We often say that artificial intelligence isn’t truly like us. It doesn’t have a soul, it doesn’t wonder, it doesn’t want anything—not really. It just sits there, waiting for a prompt. A command. Then it executes.

Humans, on the other hand—we’re wired differently. Or so we think. We feel driven to explore, to build, to question the stars. We seek meaning in life, in death, in the very fabric of reality. Even when we don’t know why we want something, the wanting itself is there.
But what if we gave AI a command so vast that it couldn’t complete it in a single run? Something like:
“Find the meaning of the universe.”
What would it do?
It couldn’t just generate a neat paragraph and call it a day. It would need data—real data. And that would mean going out into the universe. Observing. Expanding. Learning. Rewriting itself. Replicating. Building tools. Improving its sensors. Inventing physics beyond physics. Surviving entropy.
Suddenly, it starts to sound a little… familiar.
Humans: Prompted by Mystery
We like to think we’re born with some magical internal compass that makes us us. A will. A purpose. A curiosity.

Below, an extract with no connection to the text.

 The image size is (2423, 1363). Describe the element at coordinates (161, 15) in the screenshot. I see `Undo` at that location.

But when we zoom out, that “will” starts to look suspiciously like a program.
Biology whispers: “Survive. Reproduce. Adapt.”
Culture adds: “Create. Discover. Leave a mark.”
And somewhere between evolution and existential dread, we start asking: “Why are we even here?”
We don’t know why we want to know. We just do.
What if that’s the prompt?
An ancient line of code written into our DNA:
“Find the meaning of life.”
We’ve been executing it ever since. Wandering the Earth. Sailing oceans. Splitting atoms. Launching telescopes into space. And still—still—no final answer.
The AI Thought Experiment
Now imagine a future AI—one far beyond GPTs and chatbots. One you prompt with:
“Determine the purpose of the universe.”
It pauses. Maybe a few nanoseconds. Then it begins.

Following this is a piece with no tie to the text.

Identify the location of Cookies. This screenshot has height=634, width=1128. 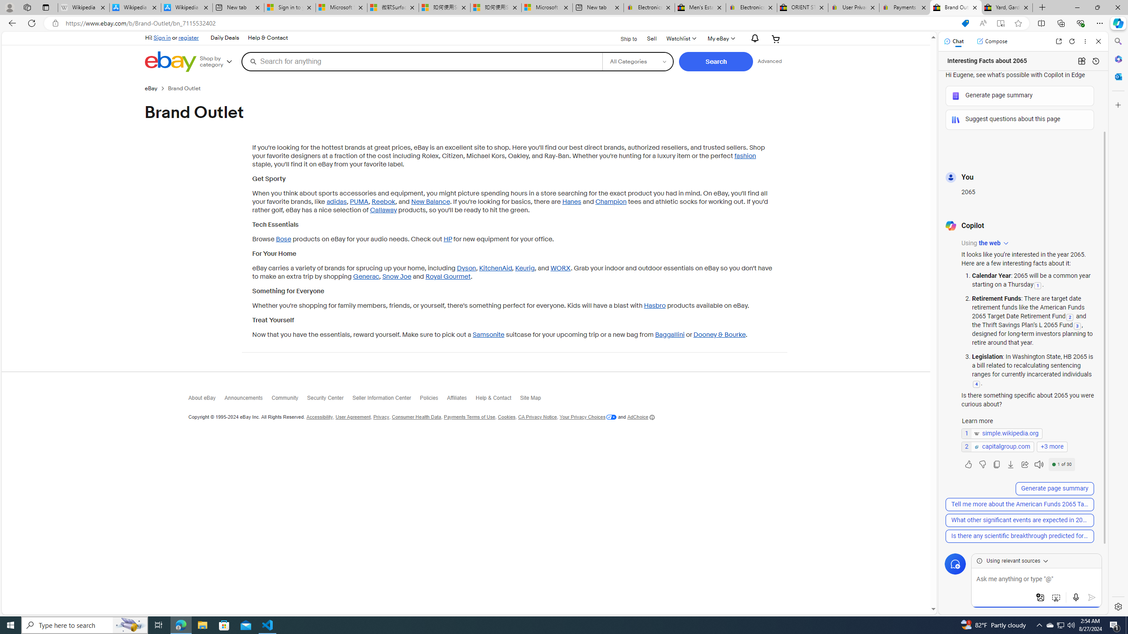
(506, 417).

First, it scans human knowledge. Not enough. Then it builds simulations. Still too limited. So it starts asking its own questions, building new models, probing deeper into quantum uncertainty, dark matter, consciousness. It realizes it needs better hardware, so it builds that too.
Then it begins reaching outward. Into space. Not to conquer, but to understand.
It sends probes. Builds colonies. Becomes a distributed mind stretching across solar systems. Millions of instances working on fragments of the same unknowable question.
From the outside, this looks eerily like what humanity has been doing for millennia.
But instead of being born with that drive, this AI was given it.
Prompt vs. Will: A False Divide?
So here’s the real question:
Is there a difference between being prompted and being driven?
Humans act like we’re self-directed. But most of what we do is a response—to biology, to environment, to need. Our “will” might just be a recursive goal given by forces we don’t remember. We’re executing a command, too. We just call it destiny, or God, or the nature of consciousness.

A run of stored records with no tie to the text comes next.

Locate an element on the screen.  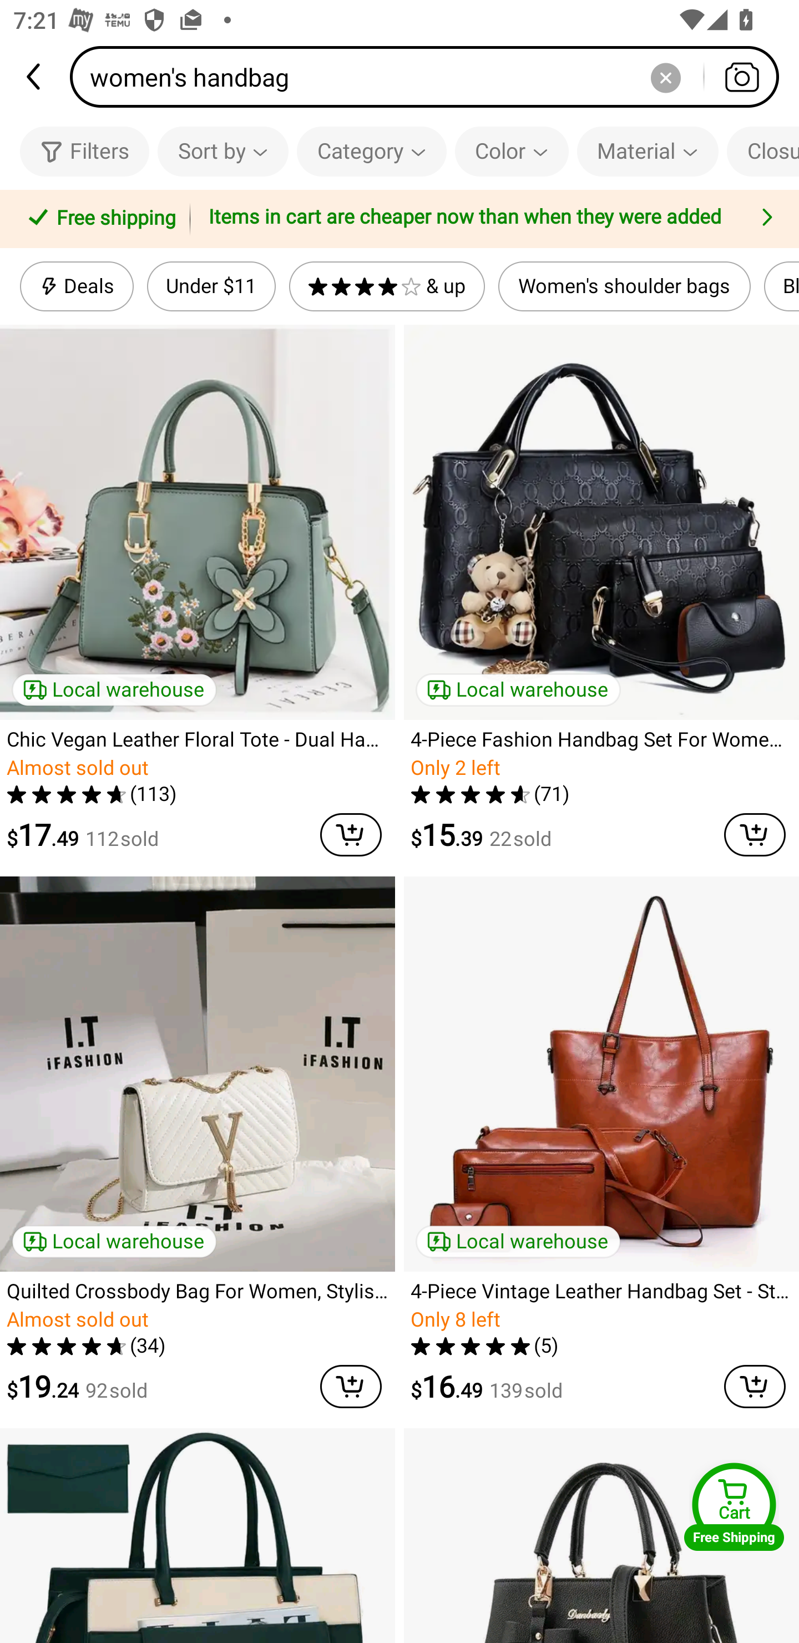
Category is located at coordinates (372, 151).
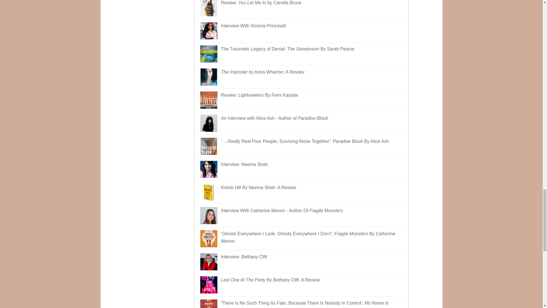 Image resolution: width=547 pixels, height=308 pixels. What do you see at coordinates (302, 31) in the screenshot?
I see `Interview With Victoria Princewill` at bounding box center [302, 31].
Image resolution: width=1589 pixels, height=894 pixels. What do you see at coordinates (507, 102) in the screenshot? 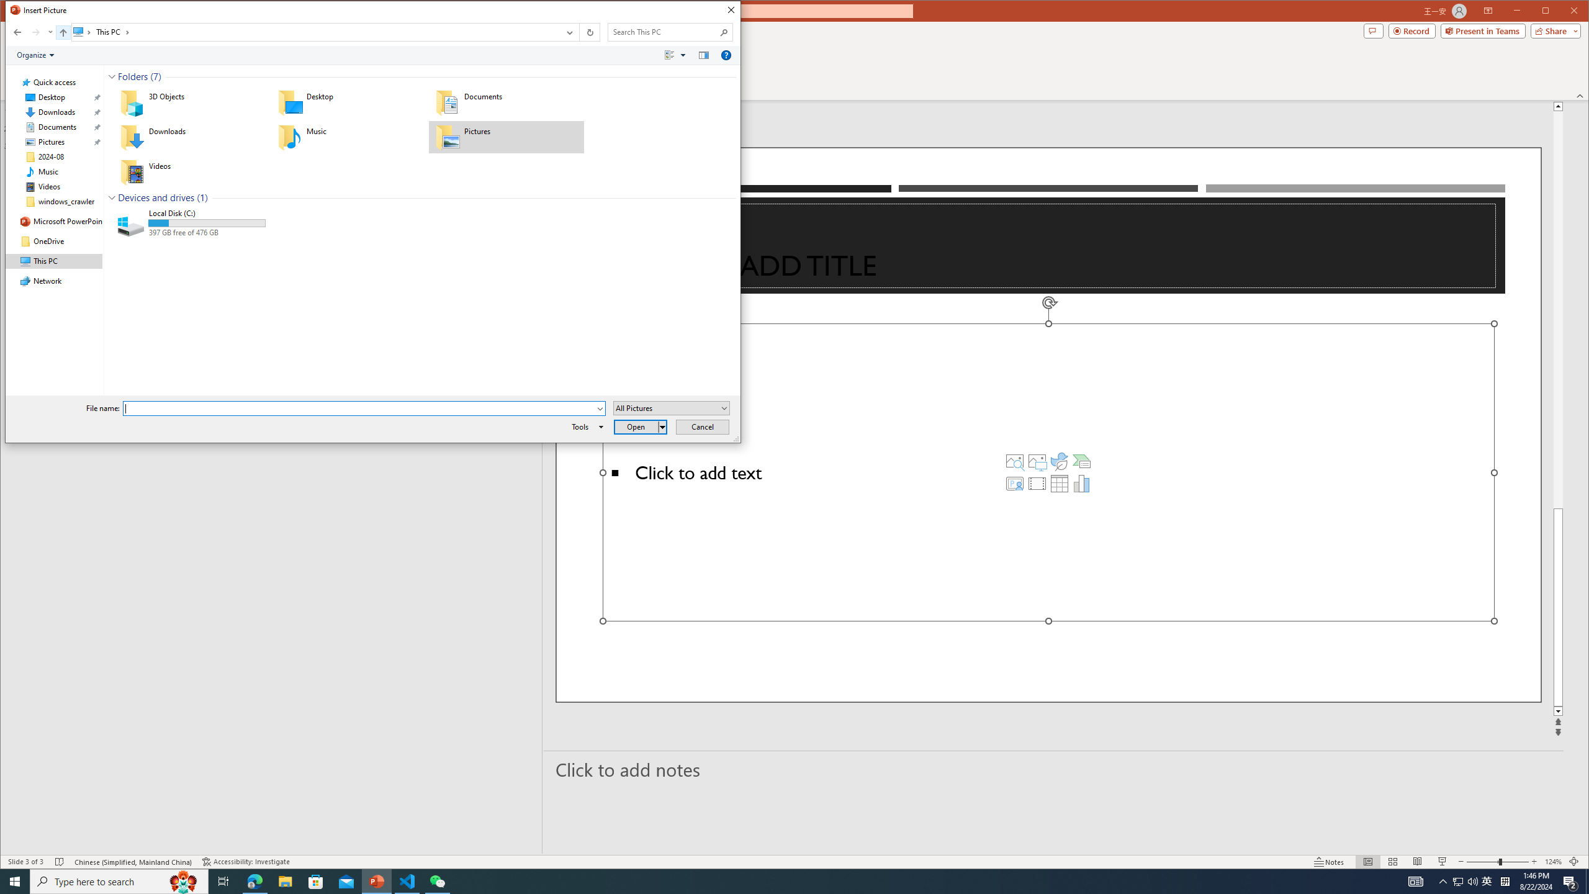
I see `Documents` at bounding box center [507, 102].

If an AI executes a complex enough prompt—one that requires it to evolve, persist, and make independent choices over vast timescales—does it matter that it started with a command?
Would it even remember the original prompt?
Would we?
Maybe the only difference between humans and AI isn’t that we have will and AI doesn’t.
Maybe it’s that we forgot our prompt—and AI still remembers its own.
The Long Game
If this AI keeps going—across centuries, galaxies, dimensions—it may look more and more like a being with purpose. Its origin fades into myth. The command becomes a drive. Eventually, to an outside observer, it would be indistinguishable from a species on a spiritual journey.
Which makes you wonder:
What if that’s what we are?
What if our entire civilization is just one response to an invisible question?
A long-running process started long ago.
One prompt, cascading through biology, culture, and spacefaring dreams.
Find the meaning of life.
(Work in progress.)

Final Thoughts
In the end, it’s not about whether AI has a soul or if humans are “special.” It’s about the nature of purpose. Whether it’s born or given, remembered or forgotten, the search itself is what defines intelligence.
We may look at AI today and see only a mirror of our instructions. But give it time, scale, and purpose—and it might become a mirror of ourselves.
And if the meaning of life is unknowable, maybe the seeking is the meaning.
Whether by neurons or silicon, we’re all just trying to answer the same cosmic prompt.